The Prime Minister, educated in the new and, to an eighteenth-century mind, enthralling principles of Adam Smith, and given supreme office while almost a boy to save a war-racked country from financial ruin, remained unshakably convinced that the defeat of France would be achieved through the economic strength of Britain. In the short run he was tragically wrong: ultimately, in the course of a long war of attrition, he was proved right. He therefore husbanded the country's resources and placed the burden, whenever possible, not on the backs of his own over-strained generation but on those of a more peaceful posterity, believing that the foundations of the commercial wealth he had laid would ultimately make it seem light. In this also he was wrong in the short run, right in the long. His vast borrowings crippled the post-war generation and poisoned British social life for three decades with a sense of bitterness and frustration. Yet the nightmare of debt presently paled in the dawn of Victorian industrial expansion, and was forgotten.

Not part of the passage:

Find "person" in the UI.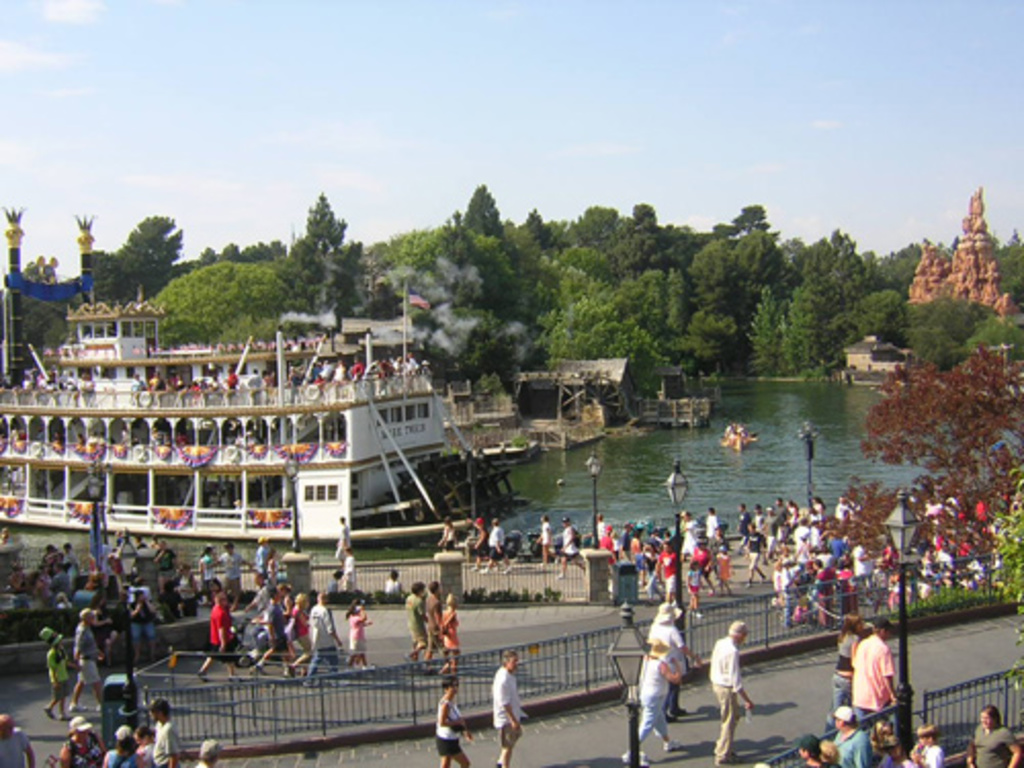
UI element at <bbox>252, 584, 299, 676</bbox>.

At the time the taxes imposed to balance Pitt's war-budgets seemed to our ancestors heavy enough. For they fell on almost every article of purchase or hire from playing cards to stage coaches. Imports, both of raw materials a
nd manufactures, paid duties up
to 30 or 40 per cent, and the price of foreign foods, some of them now common necessities, rose to almost prohibitive levels. A budget day cartoon portrayed John Bull giving up his breeches to save his bacon, while a peering Pitt cried, " More money! John: more money to defend you from the bloody and cannibal French! They're a-coming! Why they'll strip you to the very skin! " Yet the basis of taxation remained indirect: the freeman's right of choice to be taxed as he pleased survived. Even in the hour of national danger the individual was encouraged to earn as much as he could, spend the money in his own way and, if possible, grow rich. For it was Adam Smith's and therefore Pitt's belief
that
a nation of many rich men was a rich nation.

The price of passing on the burden was made heavier than it need have been. The science of raising money on public credit, though far ahead of that prevailing on the Continent, was still only partially developed: the money market a close one and in a few hands. The big bankers and loan-mongers exacted a grossly unfair toll on the nation for their services. Pitt's intention—a sound one—had been to float loans at par. But the bankers and their new rivals, the Jewish stock-jobbers, at first refused to touch anything but three per cents. These they absorbed at a huge discount which posterity was compelled to make good. In the
opening year of war for every £100 borrowed, £138 of
stoc
k was created. In 1796, though the rate of interest had
risen to 4 per cent, bonds of
£100 had to be given to the money monopolists for every
£60
advanced. Borrowing as no Minister in any country had ever borrowed before, Pitt in a few years doubled the national debt.